Illustration of a supernova precursor
Astronomers have turned up a pair of supernovae in extremely distant galaxies (like these) that exploded more than 11 billion years ago, during the universe's infancy. And they did it using a basic technique familiar to thousands of amateur astronomers.

Black-hole candidate in galaxy ESO 243-49
Astronomers are hot on the trail of a new class of cosmic curiosity that's not too small, not too big, but somewhere in between — an intermediate-mass black hole.

Lunar closeup
It's just a calibration image, but this early view from NASA's Lunar Reconnaissance Orbiter shows off the stunning potential of its mapping cameras.

Ulysses spacecraft
Ground controllers have finally ended the 18½-year mission of a plucky probe that taught scientists virtually everything they now know about the Sun's polar regions.

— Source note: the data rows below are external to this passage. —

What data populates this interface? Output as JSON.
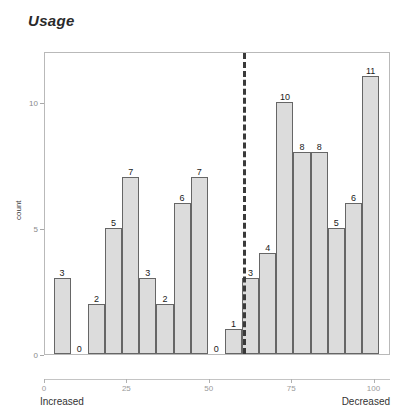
{
  "chart": {
    "title": "Usage"
  },
  "axes": {
    "y_label": "count",
    "x_left_label": "Increased",
    "x_right_label": "Decreased"
  },
  "chart_data": {
    "type": "bar",
    "title": "Usage",
    "xlabel": "",
    "ylabel": "count",
    "xlim": [
      0,
      105
    ],
    "ylim": [
      0,
      12
    ],
    "grid": false,
    "legend": null,
    "x_ticks": [
      0,
      25,
      50,
      75,
      100
    ],
    "x_tick_labels": [
      "0",
      "25",
      "50",
      "75",
      "100"
    ],
    "y_ticks": [
      0,
      5,
      10
    ],
    "y_tick_labels": [
      "0",
      "5",
      "10"
    ],
    "x_axis_endpoints": {
      "left": "Increased",
      "right": "Decreased"
    },
    "bin_centers": [
      5.2,
      10.4,
      15.6,
      20.8,
      26.0,
      31.2,
      36.4,
      41.6,
      46.8,
      52.0,
      57.2,
      62.4,
      67.6,
      72.8,
      78.0,
      83.2,
      88.4,
      93.6,
      98.8
    ],
    "values": [
      3,
      0,
      2,
      5,
      7,
      3,
      2,
      6,
      7,
      0,
      1,
      3,
      4,
      10,
      8,
      8,
      5,
      6,
      11
    ],
    "bar_labels": [
      "3",
      "0",
      "2",
      "5",
      "7",
      "3",
      "2",
      "6",
      "7",
      "0",
      "1",
      "3",
      "4",
      "10",
      "8",
      "8",
      "5",
      "6",
      "11"
    ],
    "annotations": [
      {
        "type": "vertical-dashed-line",
        "x": 60.0,
        "style": "dashed",
        "color": "#3a3a3a"
      }
    ],
    "colors": {
      "bar_fill": "#dcdcdc",
      "bar_stroke": "#666666",
      "reference_line": "#3a3a3a",
      "title": "#2a2a2a",
      "axis": "#b9b9b9"
    }
  }
}
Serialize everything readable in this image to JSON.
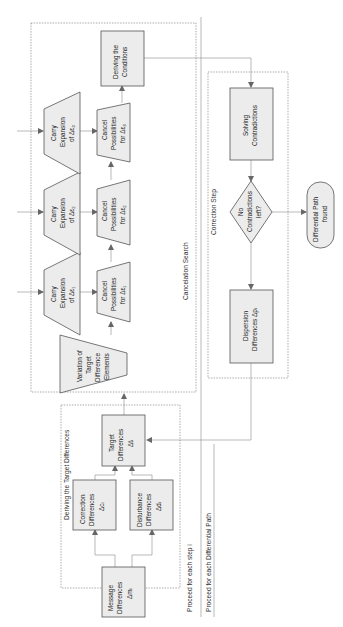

Newton's laws of gravity have about a 60% chance of wreaking havoc in the inner solar system. Einstein's corrections lower these chances to about 1%.

Now we know for sure. The cosmic-ray particles that bombard Earth from deep space originate in very exotic places: the shock waves in supernova remnants.

Lunar Reconnaissance Orbiter
U.S. Lunar Probes Go Loopy — June 26, 2009
Two NASA spacecraft, launched last week, have successfully swung past the Moon. One is getting ready to study it; the other is a few months away from crashing into it.

Geysers on Enceladus
Planetary scientists are crazy about Saturn's most active moon but can't agree on what powers the towering plumes gas and particles erupting from near its south pole. New findings, published this week, hint that the water vapor might be slowly evaporating from a salt-laced ocean in deeply buried caverns.

Astronomers shed new light on our picture of the early Universe.

Mario Motta
Thanks to a full-court press by a cardiologist with a passion for astronomy, the American Medical Association has taken a stance in the fight to make outdoor lighting more benign to humans — and to the stars above.

A picture perfect Whirlpool galaxy bodes well for the scientific promise of the newly launched Herschel Space Telescope.

Spotless Sun
New insights, announced this week, help explain why solar activity has been in the doldrums for an unexpectedly long time.

Launch of LRO and LCROSS
NASA Returns to the Moon — June 18, 2009
Two U.S. spacecraft are on their way to survey the Moon as never before — and to settle the debate over whether water lies frozen at the lunar poles.